I have a lot of friends who aren’t acquainted with, for lack of a better word, the “art world.” The art world is a very loosely and ambiguously used term, usually (I’ve found) used by people who feel on the outside of it and don’t quite understand it. But I love all my friends, and sometimes my non-artist friends end up at art galleries and museums with me. I have found over the years that many of them have a hard time seeing. And I don’t mean they need contact lenses or binoculars, but they have difficulty understanding what makes a great painting great or why something should be appreciated. Don’t get me wrong; I don’t think EVERYthing that ends up in a gallery is worth being appreciated 😉 But many of them do, and it’s a growing desire in me to help people see.
The gallery exhibit in this photo is by Brett Andrus, and I for one, was enamored with each of these works. The one on the left in this photo, though, is my favorite one. And I could wax poetic to you about brush strokes and composition (because he’s done a phenomenal job with those things), but this one just had that x-factor for me… that unspeakable something that drew me in. The entire show was composed of these larger than life faces of beautiful women, but there was something about this particular woman that got to me; I couldn’t take my eyes off her. There’s enough pain in her eyes to suggest that she hasn’t always had it easy in life… even the fact that one of her eyes is in the light and the other is in the shadows makes me think she’s seen both the beauty and the pain of what life is. And she looks almost straight at me, unafraid yet not menacing, either asking me to share my stories of beauty and pain or wanting me to ask her about her own.
And I love this mother and child taking time to pause for this one. I thought “maybe this mother knows how to see.” And maybe she’s going to teach that precious curly-haired boy to see, and inspire a whole new generation of art makers.
photo taken at Kreuser Gallery in Colorado Springs. 50mm lens. This show is up for the rest of September.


• **Work order**
Keep every word of the listing and drop the images when you write it out.

• **The data**
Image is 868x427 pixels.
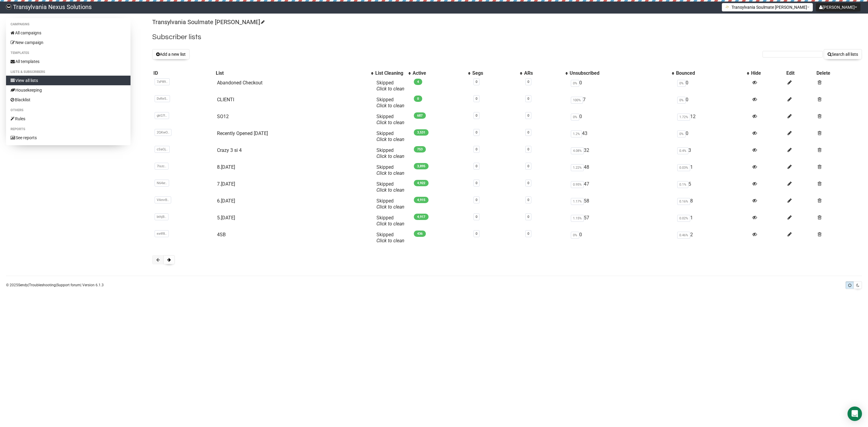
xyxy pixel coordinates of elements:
[155,78,170,85] span: 7zP89..
[6,75,130,85] a: View all lists
[217,130,268,136] a: Recently Opened [DATE]
[675,230,750,246] td: 2
[787,70,814,76] div: Edit
[377,181,405,193] span: Skipped
[377,232,405,244] span: Skipped
[377,137,405,142] a: Click to clean
[6,85,130,95] a: Housekeeping
[6,68,130,75] li: Lists & subscribers
[6,37,130,47] a: New campaign
[377,238,405,244] a: Click to clean
[414,95,423,102] span: 0
[377,153,405,159] a: Click to clean
[527,80,529,84] a: 0
[675,179,750,195] td: 5
[569,195,674,212] td: 58
[6,49,130,57] li: Templates
[377,113,405,125] span: Skipped
[475,181,477,185] a: 0
[377,215,405,227] span: Skipped
[152,69,214,77] th: ID: No sort applied, sorting is disabled
[155,95,170,102] span: DvRe5..
[675,94,750,111] td: 0
[571,198,584,205] span: 1.17%
[571,97,583,103] span: 100%
[155,129,172,136] span: 2QKwO..
[527,198,529,202] a: 0
[414,180,429,186] span: 4,922
[155,112,169,119] span: gkG7l..
[214,69,375,77] th: List: No sort applied, activate to apply an ascending sort
[725,5,730,9] img: 1.png
[527,113,529,117] a: 0
[571,181,584,188] span: 0.95%
[523,69,569,77] th: ARs: No sort applied, activate to apply an ascending sort
[155,146,170,153] span: cSaOj..
[29,283,56,287] a: Troubleshooting
[377,187,405,193] a: Click to clean
[571,164,584,171] span: 1.22%
[414,146,426,152] span: 753
[750,69,785,77] th: Hide: No sort applied, sorting is disabled
[475,232,477,236] a: 0
[569,128,674,145] td: 43
[155,179,169,186] span: N64xr..
[377,130,405,142] span: Skipped
[6,282,103,288] p: © 2025 | | | Version 6.1.3
[6,125,130,133] li: Reports
[6,57,130,66] a: All templates
[152,19,264,25] a: Transylvania Soulmate [PERSON_NAME]
[675,77,750,94] td: 0
[155,163,168,169] span: 7lszc..
[414,129,429,135] span: 3,531
[152,49,190,59] button: Add a new list
[675,195,750,212] td: 8
[816,3,861,11] button: [PERSON_NAME]
[375,70,405,76] div: List Cleaning
[571,130,582,137] span: 1.2%
[569,94,674,111] td: 7
[527,130,529,134] a: 0
[817,70,861,76] div: Delete
[527,147,529,151] a: 0
[155,196,171,203] span: VAmrB..
[678,198,690,205] span: 0.16%
[751,70,784,76] div: Hide
[569,77,674,94] td: 0
[678,215,690,222] span: 0.02%
[678,97,686,103] span: 0%
[569,179,674,195] td: 47
[527,97,529,101] a: 0
[217,215,235,220] a: 5.[DATE]
[471,69,523,77] th: Segs: No sort applied, activate to apply an ascending sort
[217,198,235,203] a: 6.[DATE]
[678,130,686,137] span: 0%
[678,147,688,154] span: 0.4%
[475,164,477,168] a: 0
[414,197,429,203] span: 4,915
[413,70,465,76] div: Active
[217,80,262,85] a: Abandoned Checkout
[216,70,369,76] div: List
[848,406,862,421] div: Open Intercom Messenger
[675,161,750,179] td: 1
[475,215,477,219] a: 0
[569,212,674,230] td: 57
[815,69,862,77] th: Delete: No sort applied, sorting is disabled
[722,3,813,11] button: Transylvania Soulmate [PERSON_NAME]
[675,145,750,161] td: 3
[571,80,580,87] span: 0%
[678,181,688,188] span: 0.1%
[6,107,130,114] li: Others
[475,130,477,134] a: 0
[18,283,28,287] a: Sendy
[217,181,235,187] a: 7.[DATE]
[377,86,405,91] a: Click to clean
[377,164,405,176] span: Skipped
[527,232,529,236] a: 0
[527,164,529,168] a: 0
[414,112,426,119] span: 687
[377,103,405,109] a: Click to clean
[411,69,471,77] th: Active: No sort applied, activate to apply an ascending sort
[377,198,405,209] span: Skipped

• **Result for this task**
Image is 868x427 pixels.
xyxy pixel coordinates of elements:
[155,78,170,85] span: 7zP89..
[6,75,130,85] a: View all lists
[217,130,268,136] a: Recently Opened [DATE]
[675,230,750,246] td: 2
[787,70,814,76] div: Edit
[377,181,405,193] span: Skipped
[377,232,405,244] span: Skipped
[377,137,405,142] a: Click to clean
[6,85,130,95] a: Housekeeping
[6,68,130,75] li: Lists & subscribers
[6,37,130,47] a: New campaign
[377,238,405,244] a: Click to clean
[414,95,423,102] span: 0
[377,153,405,159] a: Click to clean
[527,80,529,84] a: 0
[675,179,750,195] td: 5
[569,195,674,212] td: 58
[6,49,130,57] li: Templates
[377,113,405,125] span: Skipped
[475,181,477,185] a: 0
[377,215,405,227] span: Skipped
[152,69,214,77] th: ID: No sort applied, sorting is disabled
[155,95,170,102] span: DvRe5..
[675,94,750,111] td: 0
[571,198,584,205] span: 1.17%
[571,97,583,103] span: 100%
[155,129,172,136] span: 2QKwO..
[527,198,529,202] a: 0
[414,180,429,186] span: 4,922
[155,112,169,119] span: gkG7l..
[214,69,375,77] th: List: No sort applied, activate to apply an ascending sort
[725,5,730,9] img: 1.png
[527,113,529,117] a: 0
[571,181,584,188] span: 0.95%
[523,69,569,77] th: ARs: No sort applied, activate to apply an ascending sort
[155,146,170,153] span: cSaOj..
[29,283,56,287] a: Troubleshooting
[377,187,405,193] a: Click to clean
[571,164,584,171] span: 1.22%
[414,146,426,152] span: 753
[750,69,785,77] th: Hide: No sort applied, sorting is disabled
[475,232,477,236] a: 0
[569,128,674,145] td: 43
[155,179,169,186] span: N64xr..
[377,130,405,142] span: Skipped
[6,282,103,288] p: © 2025 | | | Version 6.1.3
[6,125,130,133] li: Reports
[6,57,130,66] a: All templates
[152,19,264,25] a: Transylvania Soulmate [PERSON_NAME]
[675,77,750,94] td: 0
[155,163,168,169] span: 7lszc..
[414,129,429,135] span: 3,531
[152,49,190,59] button: Add a new list
[675,195,750,212] td: 8
[816,3,861,11] button: [PERSON_NAME]
[375,70,405,76] div: List Cleaning
[571,130,582,137] span: 1.2%
[569,94,674,111] td: 7
[527,130,529,134] a: 0
[817,70,861,76] div: Delete
[527,147,529,151] a: 0
[155,196,171,203] span: VAmrB..
[678,198,690,205] span: 0.16%
[751,70,784,76] div: Hide
[569,77,674,94] td: 0
[678,215,690,222] span: 0.02%
[678,97,686,103] span: 0%
[569,179,674,195] td: 47
[527,97,529,101] a: 0
[217,215,235,220] a: 5.[DATE]
[471,69,523,77] th: Segs: No sort applied, activate to apply an ascending sort
[217,198,235,203] a: 6.[DATE]
[678,130,686,137] span: 0%
[678,147,688,154] span: 0.4%
[475,164,477,168] a: 0
[414,197,429,203] span: 4,915
[413,70,465,76] div: Active
[217,80,262,85] a: Abandoned Checkout
[216,70,369,76] div: List
[848,406,862,421] div: Open Intercom Messenger
[675,161,750,179] td: 1
[475,215,477,219] a: 0
[569,212,674,230] td: 57
[815,69,862,77] th: Delete: No sort applied, sorting is disabled
[722,3,813,11] button: Transylvania Soulmate [PERSON_NAME]
[675,145,750,161] td: 3
[571,80,580,87] span: 0%
[678,181,688,188] span: 0.1%
[6,107,130,114] li: Others
[475,130,477,134] a: 0
[18,283,28,287] a: Sendy
[217,181,235,187] a: 7.[DATE]
[377,86,405,91] a: Click to clean
[377,164,405,176] span: Skipped
[527,232,529,236] a: 0
[527,164,529,168] a: 0
[414,112,426,119] span: 687
[377,103,405,109] a: Click to clean
[411,69,471,77] th: Active: No sort applied, activate to apply an ascending sort
[377,198,405,209] span: Skipped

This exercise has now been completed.